Delmore grabbed my father in a straitjacket hold, tightening his grip the more my father twisted and turned, trying to get free. The only other time I'd seen anyone so out of control was the day Marty Sinclair had his breakdown. Seeing my father like that—and knowing that I'd set him off—shook me hard. My father was growling and cursing. If he ended up in the hospital like Marty, I didn't know what I'd do.

I'd started to panic, thinking we should call for a doctor, when at last all the rage burned itself out of him and my father calmed down. Delmore loosened his grip, and my father composed himself, shrugging out of his hold. He was breathing heavily, and sweat had collected on his brow.

“All right. All right.” My father held his arms out to his sides, presenting himself in full surrender. “Everybody just relax.” He muttered something else and walked out of the room, his shoulders sloped, broken, his head hung low.

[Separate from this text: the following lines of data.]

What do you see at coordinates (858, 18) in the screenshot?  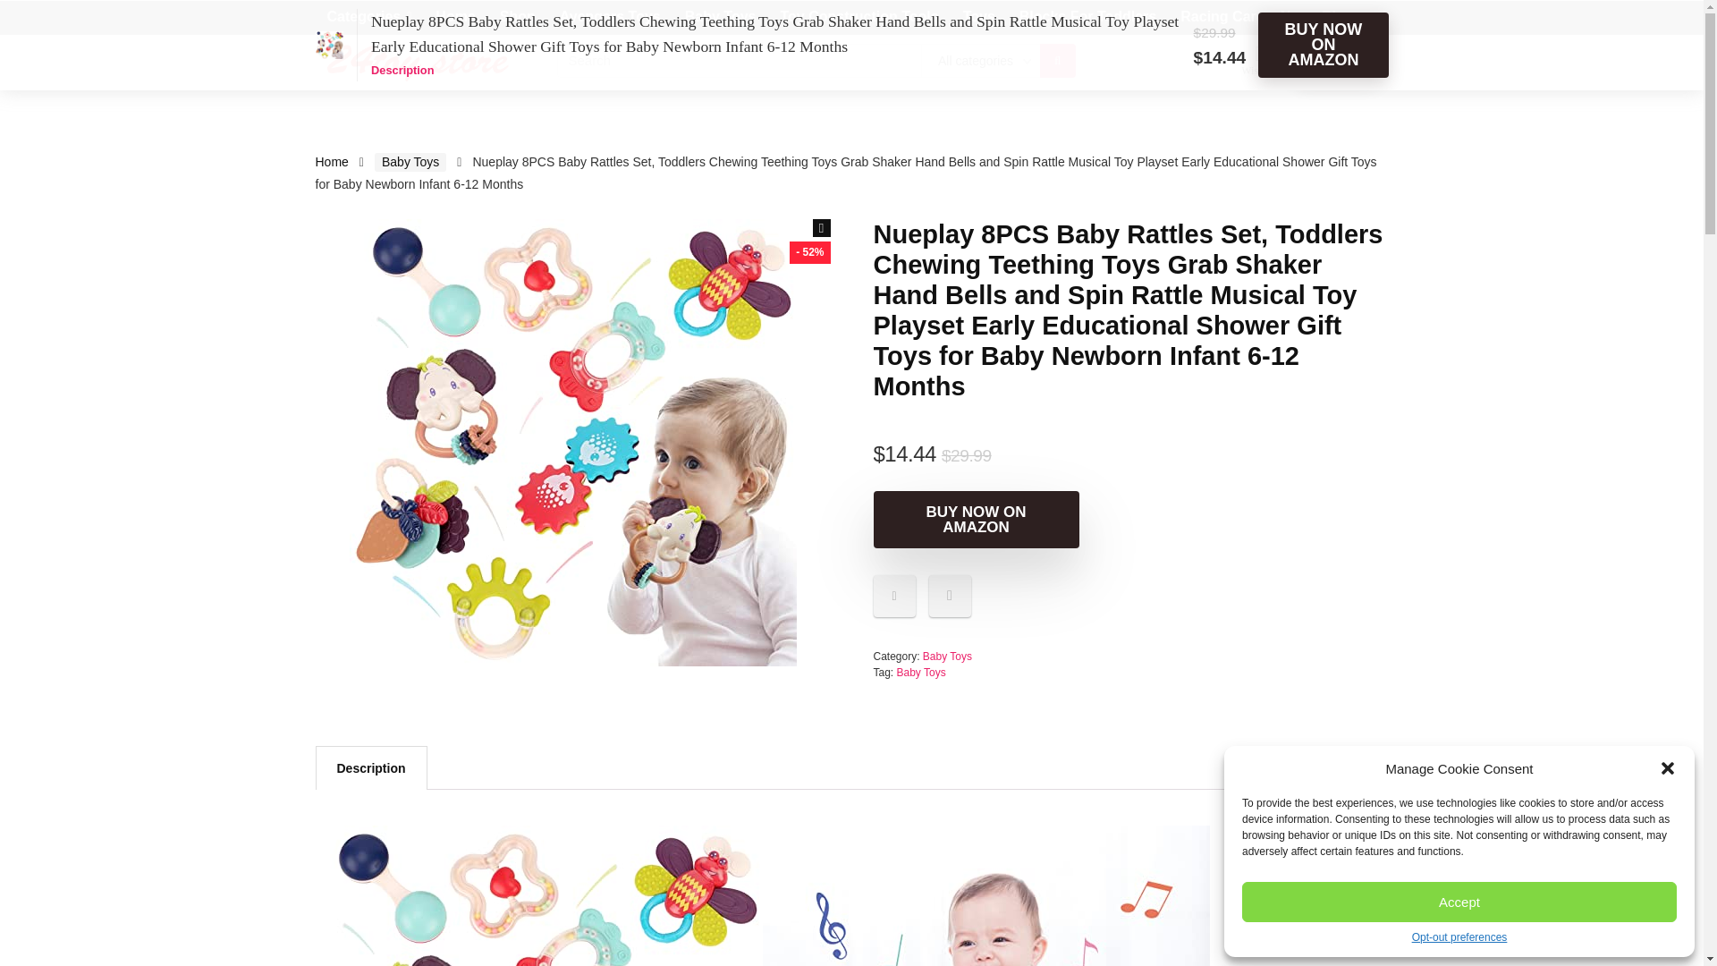 I see `Toy Construction Tools` at bounding box center [858, 18].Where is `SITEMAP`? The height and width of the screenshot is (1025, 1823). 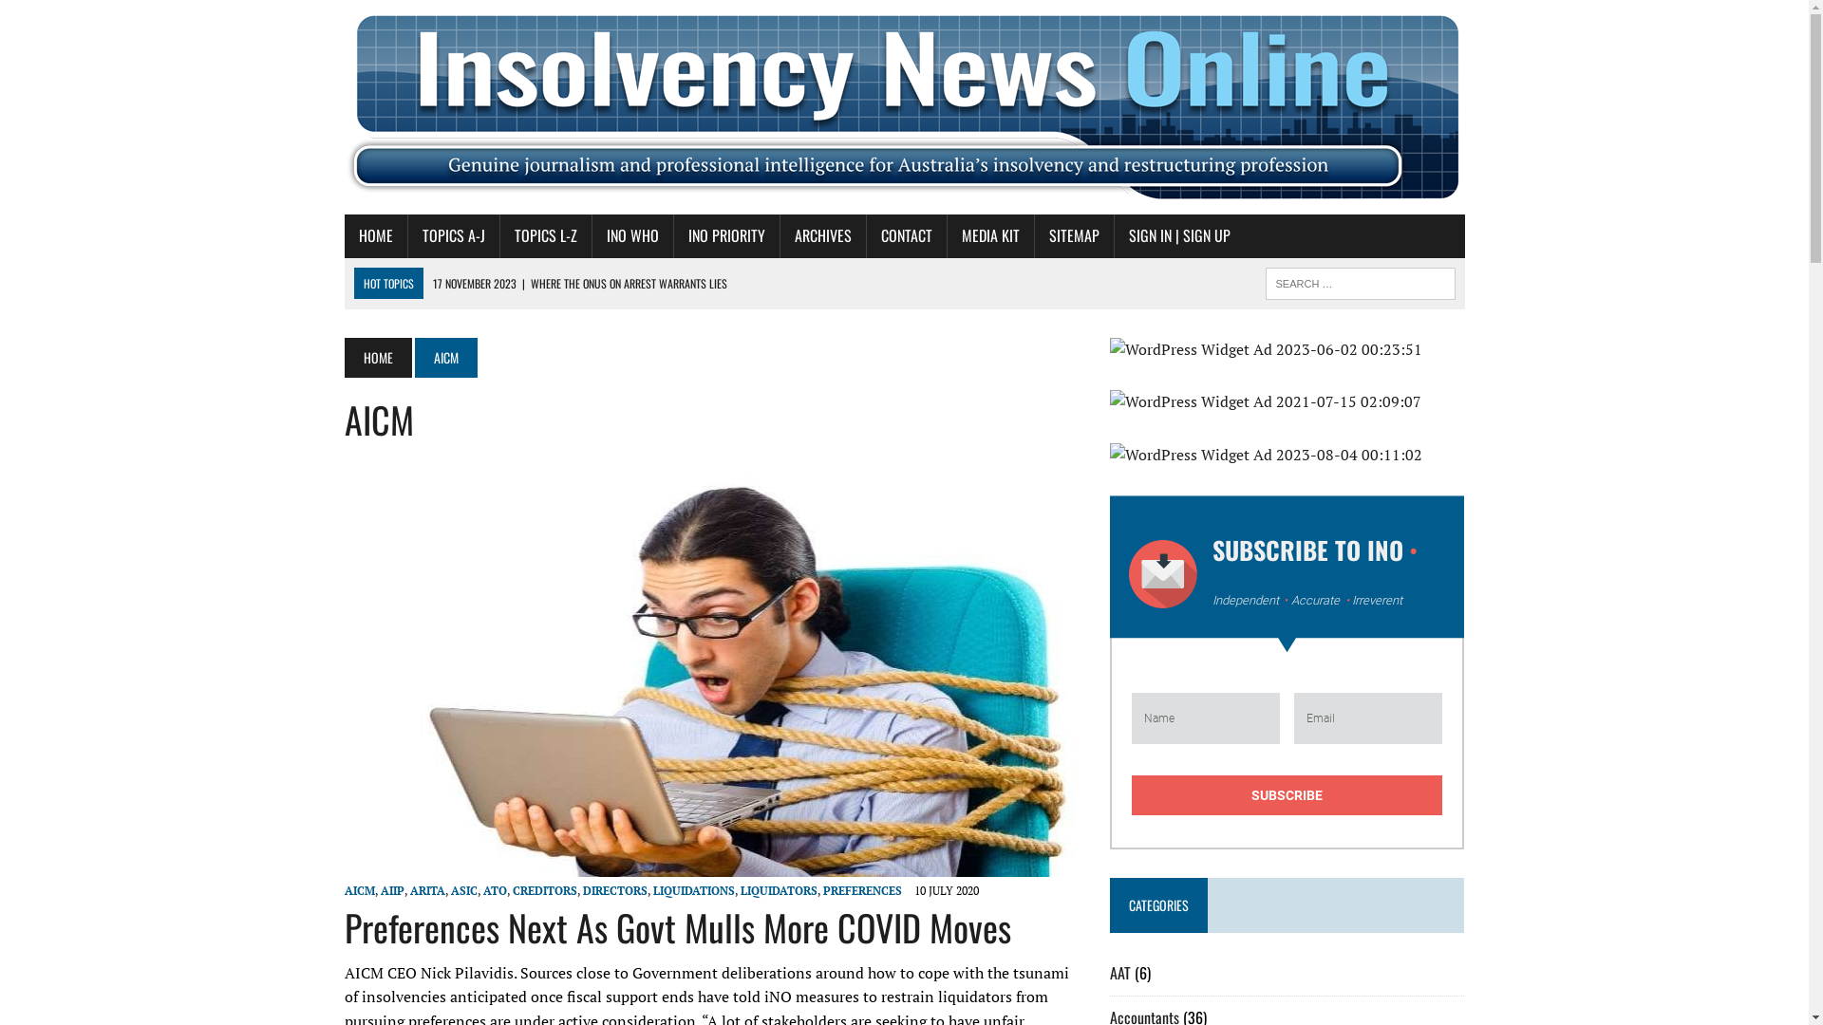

After my mother and Delmore went back downstairs, I did my best to straighten up Eliot's room, put his papers back inside
his desk and straighten the lampshade. Before I left the house that day, I drew a deep breath and went to see my father. He was in my parents' bedroom down the hall, sitting on the bed in the dark. I found him staring out the window, the only source of light in the room. His back was turned toward me.